It’s lonely at the top. Joseph may have been one of the most powerful men in Egypt, but his outsider status is evident when he dines with his brothers, as the Torah states in Genesis 43, “They served him by himself, and them by themselves, and the Egyptians who ate with him by themselves, for the Egyptians could not dine with the Hebrews, since that would be abhorrent to the Egyptians.”
Poor Joseph. Egyptian to his brothers, Hebrew to the Egyptians. Where does he fit in? As Egypt’s saviour, he attained unimaginable success in his adopted home, but his inner thoughts, expressed in the names he gives his sons, reveal his true sense of identity. Joseph named his first-born Manasseh because “God has made me forget completely my hardship and my parental home,” while he named his second son Ephraim because “God has made me fertile in the land of my affliction” (Gen. 41:51-52).
Our next leader in Egypt, Moses, also expresses his identity when naming his son Gershom, stating, “I have been a stranger in a foreign land”(Exodus 2:20). So many generations after Joseph, Moses, who was raised in Egyptian privilege, is alienated from his land of birth and longs for his true home.
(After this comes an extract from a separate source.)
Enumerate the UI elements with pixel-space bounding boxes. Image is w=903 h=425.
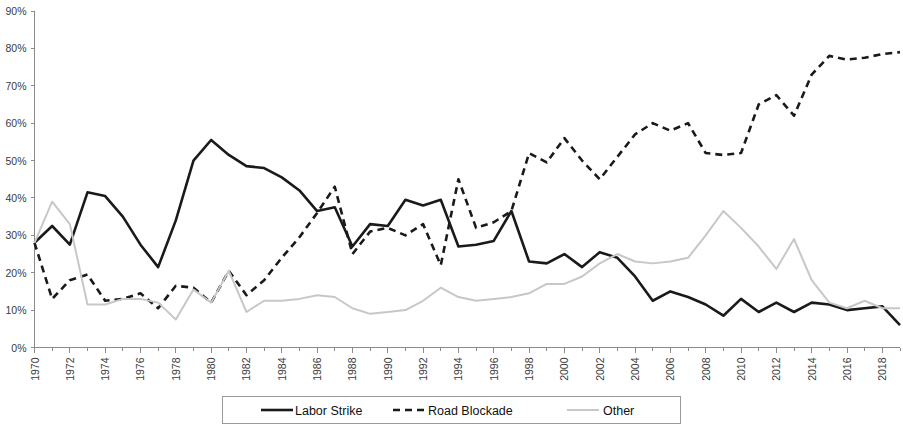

The power of Egypt sustained Joseph in a limited way. Having made peace with his situation, he forged a new identity for himself, though he is never fully comfortable in that role. Moses, raised in this same power and privilege, runs away from it, recovers his identity and discovers the means to free a people. The eternal light of Jewish identity burned within both of them. It is best expressed in the haftarah for Shabbat Hanukkah: “‘Not by might and not by power, but by My spirit,’ says the Lord of Hosts” (Zechariah 4:6).